Health Magazine

CCHP Pandemic Projects Vol. I: Asylums and Epidemic Diseases

By Chp
  • contributed by Lizette Royer Barton.

I’d like to revisit what the CCHP can offer to remote users, especially instructors, during these bizarro times in which we are living. I’m being ambitious and making this a series of blog posts. First up, the asylum reports.

A few months ago I wrote an invited column for The General Psychologist, the newsletter for the Society for General Psychology (APA Division 1) titled, “Primary Sources in the Classroom: Project Ideas for Investigating Mental Health Care in the United States Through Digitized Asylum Reports.”

You can read my Division 1 column for numerous project ideas using our Cushing Memorial Library Collection of Asylum Reports. Remember, our asylum reports are digitized and available as full-text, word-searchable PDFs in our online repository. You can take away some ideas from that column or you can work on creating your own projects. Maybe you’re just bored and want to research asylum reports for the heck of it – do it!
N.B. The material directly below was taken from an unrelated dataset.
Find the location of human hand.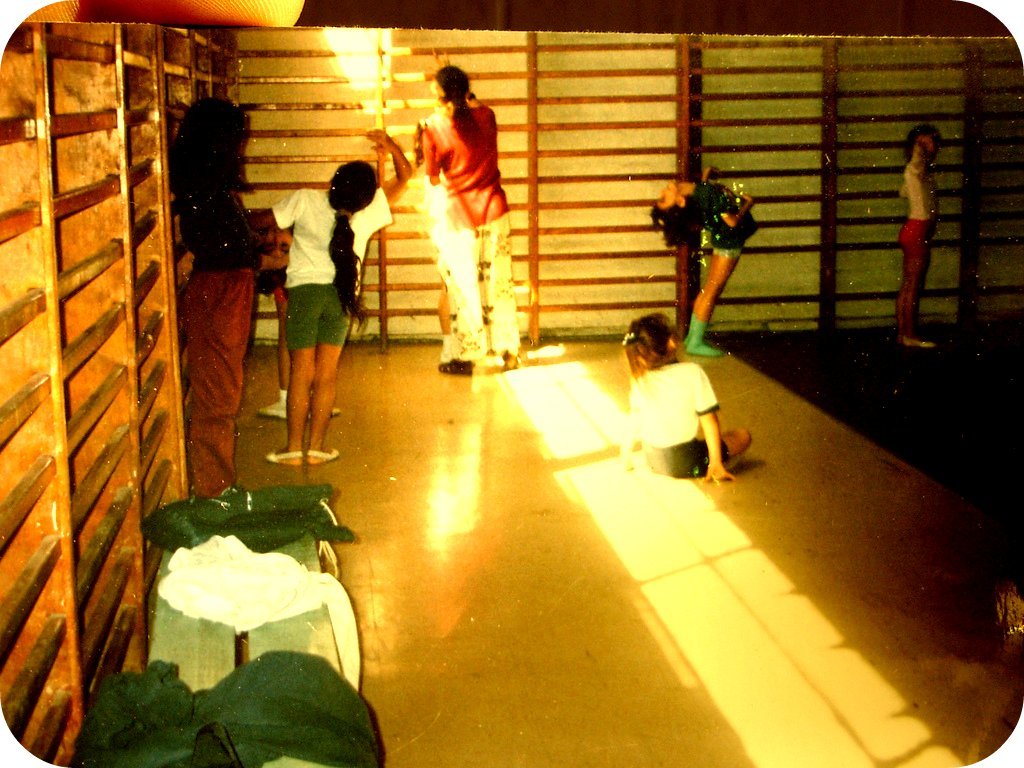
Location: left=739, top=194, right=756, bottom=206.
All that being said, I’d like to introduce a specific project and provide some resources and ideas for how you can make it work with your students.

Asylums and epidemic diseases

We are living through a global pandemic right now but disease and illness in the enclosed, often overcrowded spaces of asylums was common. I did word searches for keywords like pandemic, epidemic, influenza, small pox, cholera, and a few others. I went through my hits and decided to focus on two specific asylums – Topeka State Hospital in Kansas (1915, 1919, 1923) and the Government Hospital for the Insane, also known as St. Elizabeth’s, in Washington, DC (1914, 1921, 1926). I took the date of the reports in my searching into account and selected reports before and after the 1918 Influenza Pandemic.
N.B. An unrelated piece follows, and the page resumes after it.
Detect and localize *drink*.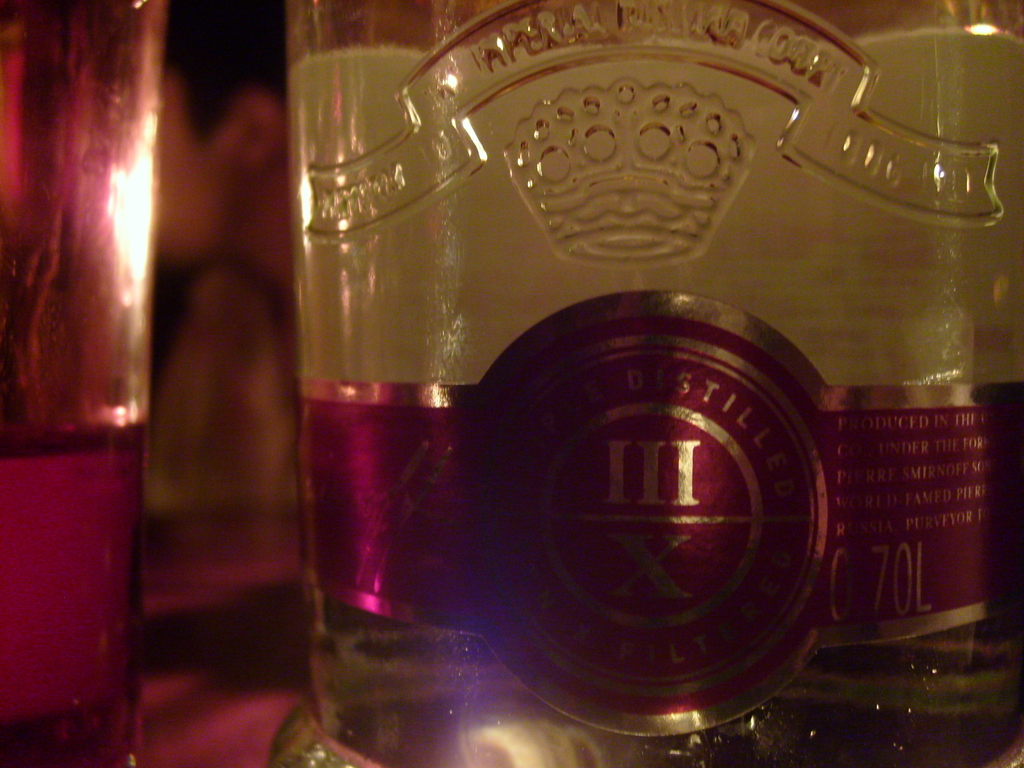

CCHP Pandemic Projects Vol. I: Asylums and Epidemic Diseases
Topeka State Hospital, 1919

You can access the reports through the links above. You can also access the reports in a shared OneDrive folder here. Download the PDFs from either location and get to work!

Reports typically provide statistics, including physical illness and death, about the patients in their care so that is a great place to start.

Identify epidemic diseases (influenza, small pox, typhoid, etc.) in the reports. Look for how many patients contracted one of those diseases and how many died from it. Compare the data from one report to the next. What changed during the years in between? Did the population of patients increase or decrease? Did the illnesses within the asylum mirror what was happening outside of the asylum? Did vaccinations increase? Were they vaccinating? Did vaccinations for the disease in question even exist?

If a report specifically mentions the 1918 Influenza Pandemic – what does it say? How widespread was influenza within the asylum? How did it compare to the illness outside the asylum? What steps were taken to mitigate the spread of disease? Were staff affected?

Both Topeka State Hospital and St. Elizabeth’s were designed according to the Kirkbride Plan – an architectural design that included numerous wings for patients and patient activities. This design may have provided less opportunity for distancing as compared to another asylum style known as the Cottage Plan. Have your students do a bit of research on these two design styles in order to determine the pros and cons of each during an epidemic.

If you are digging any of these ideas and would like to work together to create something a bit more concrete for use in your class please reach out to me directly – [email protected]. I’m happy to help.